Retail software startup Another has secured a $2.5 million seed round led by Anthemis FIL and Westbound, betting that smarter data and orchestration can help brands recover more value from excess and off-channel inventory. The company’s platform aims to give retailers real-time visibility, pricing intelligence, and coordination tools so unsold goods move to the right secondary channel at the right time—without defaulting to deep-discount liquidation.
Why Excess Inventory Is a Margin Killer for Retailers
Even the best-run retailers get stuck with stock. Returns surge, seasons change, demand whipsaws, and merchandising bets don’t always land. In the U.S., retailers processed an estimated $743 billion in returns in 2023—roughly 14.5% of total sales, according to the National Retail Federation and Appriss Retail. Each return or overstayed SKU triggers a chain of costs: storage, handling, markdowns, and ultimately write-downs that sap gross margin.

Brands typically route excess to off-price partners and secondary markets—from Nordstrom Rack and TJ Maxx to digital liquidation platforms—where timing and price sensitivity are extreme. The challenge isn’t a lack of buyers; it’s the operational fog. Data lives in separate returns systems, ERPs, WMSs, and spreadsheets. A single style might be scattered across four warehouses and mixed conditions (new, open-box, refurbished), making it hard to predict recovery rates or determine the optimal channel before the value clock runs out.
Inside Another’s Platform for Smarter Disposition
Another connects into a retailer’s existing stack—order management, warehouse systems, returns tools, and merchandising databases—to centralize SKU-level status, costs, and demand signals. On top of that data layer, the software models “where to move, when, and at what price,” producing decisions such as “allocate 2,000 units to Off-Price A this week at X recovery, hold 500 for direct markdown next month, divert 300 to recommerce,” and automates the routing and documentation to execute.
Key features typically include dynamic pricing recommendations, channel scoring, constraint-aware allocations (think capacity at a 3PL or a retailer’s DC), and configurable rules to protect brand integrity and MAP policies. The workflow handles nuts-and-bolts tasks like lot creation, ASN generation, EDI messaging, and label/packing standards that reduce chargebacks once goods hit secondary partners. For many operators, gaining a single source of truth across returns, inventory health, and off-channel orders is the difference between a measured disposition plan and last-minute fire sales.
Competitive Landscape and Strategy in Recommerce
The secondary market is crowded but fragmented. Marketplaces such as Ghost and B-Stock connect sellers and buyers of surplus goods, while software players like Optoro focus on returns and reverse logistics optimization. Another positions itself upstream of liquidation, aiming to prevent forced bulk sell-offs by improving recovery earlier in the decision chain. That’s appealing to brands seeking both margin preservation and less channel conflict.
There’s margin to chase. Industry analyses from firms like McKinsey have shown that advanced retail analytics can lift gross margin 1–3% and accelerate sell-through by double digits when deployed against pricing and inventory decisions.

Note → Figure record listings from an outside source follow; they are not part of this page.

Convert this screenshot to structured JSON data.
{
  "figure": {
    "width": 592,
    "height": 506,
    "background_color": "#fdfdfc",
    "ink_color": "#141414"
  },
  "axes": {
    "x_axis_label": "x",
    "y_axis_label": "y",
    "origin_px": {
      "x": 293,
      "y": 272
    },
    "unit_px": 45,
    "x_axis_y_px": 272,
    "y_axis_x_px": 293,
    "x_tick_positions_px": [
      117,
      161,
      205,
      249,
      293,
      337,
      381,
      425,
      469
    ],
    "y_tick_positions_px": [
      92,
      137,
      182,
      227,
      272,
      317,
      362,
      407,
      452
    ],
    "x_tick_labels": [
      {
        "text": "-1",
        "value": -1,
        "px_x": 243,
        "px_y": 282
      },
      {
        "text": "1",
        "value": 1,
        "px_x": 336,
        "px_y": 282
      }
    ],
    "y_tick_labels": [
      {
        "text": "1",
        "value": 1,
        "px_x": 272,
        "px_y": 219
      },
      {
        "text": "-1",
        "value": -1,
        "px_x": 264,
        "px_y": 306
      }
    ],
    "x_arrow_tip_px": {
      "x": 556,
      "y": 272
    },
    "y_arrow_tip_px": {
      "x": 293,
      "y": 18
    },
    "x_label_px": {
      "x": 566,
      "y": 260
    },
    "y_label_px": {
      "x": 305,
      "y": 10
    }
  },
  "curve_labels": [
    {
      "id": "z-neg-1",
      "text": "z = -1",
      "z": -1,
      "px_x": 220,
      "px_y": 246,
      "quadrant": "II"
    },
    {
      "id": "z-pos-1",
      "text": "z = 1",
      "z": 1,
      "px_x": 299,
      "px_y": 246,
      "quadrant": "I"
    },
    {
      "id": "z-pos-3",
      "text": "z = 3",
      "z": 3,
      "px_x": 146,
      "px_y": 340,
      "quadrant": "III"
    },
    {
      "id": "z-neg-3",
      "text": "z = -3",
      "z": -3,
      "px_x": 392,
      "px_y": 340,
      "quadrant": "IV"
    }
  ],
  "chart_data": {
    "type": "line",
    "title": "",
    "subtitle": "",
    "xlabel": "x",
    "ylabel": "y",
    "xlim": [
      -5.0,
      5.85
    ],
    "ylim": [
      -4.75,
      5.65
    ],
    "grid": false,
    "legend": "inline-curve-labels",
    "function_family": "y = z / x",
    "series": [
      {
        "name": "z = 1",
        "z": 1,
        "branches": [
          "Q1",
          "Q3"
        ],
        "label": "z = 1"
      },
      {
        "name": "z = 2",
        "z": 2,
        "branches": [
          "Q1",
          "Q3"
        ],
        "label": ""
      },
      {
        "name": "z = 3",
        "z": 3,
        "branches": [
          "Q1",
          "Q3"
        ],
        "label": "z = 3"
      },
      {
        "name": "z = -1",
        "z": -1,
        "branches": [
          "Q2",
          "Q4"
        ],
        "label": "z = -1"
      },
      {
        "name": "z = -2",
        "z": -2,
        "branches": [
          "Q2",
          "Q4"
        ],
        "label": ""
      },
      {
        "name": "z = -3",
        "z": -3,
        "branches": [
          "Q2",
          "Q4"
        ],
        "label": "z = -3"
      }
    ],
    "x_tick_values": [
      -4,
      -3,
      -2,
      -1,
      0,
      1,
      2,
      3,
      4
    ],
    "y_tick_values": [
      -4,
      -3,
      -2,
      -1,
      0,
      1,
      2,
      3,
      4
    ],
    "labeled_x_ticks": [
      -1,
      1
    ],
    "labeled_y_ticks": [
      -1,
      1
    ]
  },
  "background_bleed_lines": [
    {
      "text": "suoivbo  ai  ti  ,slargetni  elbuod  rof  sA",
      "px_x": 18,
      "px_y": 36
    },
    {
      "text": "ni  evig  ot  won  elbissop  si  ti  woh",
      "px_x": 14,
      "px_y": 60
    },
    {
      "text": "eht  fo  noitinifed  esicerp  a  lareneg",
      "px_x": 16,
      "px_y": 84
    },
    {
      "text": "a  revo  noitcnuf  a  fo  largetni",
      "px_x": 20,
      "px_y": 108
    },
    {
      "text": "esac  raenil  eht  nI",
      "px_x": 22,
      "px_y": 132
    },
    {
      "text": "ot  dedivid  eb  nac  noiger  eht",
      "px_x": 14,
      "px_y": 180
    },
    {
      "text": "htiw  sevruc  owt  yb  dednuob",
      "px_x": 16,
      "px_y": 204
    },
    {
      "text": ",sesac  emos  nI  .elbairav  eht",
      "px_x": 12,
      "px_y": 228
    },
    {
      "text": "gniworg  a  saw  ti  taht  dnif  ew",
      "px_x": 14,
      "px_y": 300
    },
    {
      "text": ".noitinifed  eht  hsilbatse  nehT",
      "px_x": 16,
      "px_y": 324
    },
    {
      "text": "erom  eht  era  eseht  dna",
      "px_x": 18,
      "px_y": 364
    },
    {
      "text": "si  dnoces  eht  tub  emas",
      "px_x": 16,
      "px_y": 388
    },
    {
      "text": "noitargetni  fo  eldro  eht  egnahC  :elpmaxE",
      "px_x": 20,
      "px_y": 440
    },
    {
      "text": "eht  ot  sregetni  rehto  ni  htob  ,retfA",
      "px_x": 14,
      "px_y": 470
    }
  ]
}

In off-channel specifically, more accurate lots and documentation also reduce accessorial fees and chargebacks, protecting recovery that otherwise leaks during execution. Secondary partners benefit, too, when inbound product arrives in the right mix, quantities, and timing to match their floor cycles.

Sustainability Tailwinds Reshaping Retail Disposition
The environmental case for better disposition is strengthening. The Ellen MacArthur Foundation has highlighted that a truckload of textiles is landfilled or incinerated every second worldwide. Policy is tightening as well: France’s anti-waste law (AGEC) restricts the destruction of unsold non-food goods, and European proposals around textile waste and producer responsibility are advancing. For brands reporting under expanding ESG frameworks, fewer write-offs and more recommerce can translate into improved emissions intensity and waste metrics.
By nudging inventory to higher-value, longer-life outcomes—direct discount, off-price, rental, refurbishment, or donation—software like Another’s can shift the mix away from destruction or low-recovery liquidation, balancing profit with footprint reduction.
What the Funding Fuels for Product and Partnerships
The seed capital will accelerate product development and hiring, with emphasis on data science, integrations, and partnerships with 3PLs and off-price buyers. Early focus areas include apparel, footwear, and home goods—categories with high return rates and seasonal volatility. Expect build-outs of more EDI adapters, returns-system connectors, and planning tools that simulate recovery under multiple scenarios before a buy is finalized.
Investors are watching a handful of operational KPIs: days inventory outstanding for excess, gross recovery rate by channel, chargebacks per lot, and the share of units diverted from liquidation to higher-value routes. If Another can consistently improve recovery while lowering cycle time and waste, it will have carved out a defensible niche between existing returns platforms and downstream marketplaces.
Amid unpredictable demand and mounting sustainability scrutiny, the race to make off-channel inventory smarter—not just cheaper—has begun. Another’s fresh funding is a bet that better data and orchestration can turn a persistent cost center into a measurable source of value.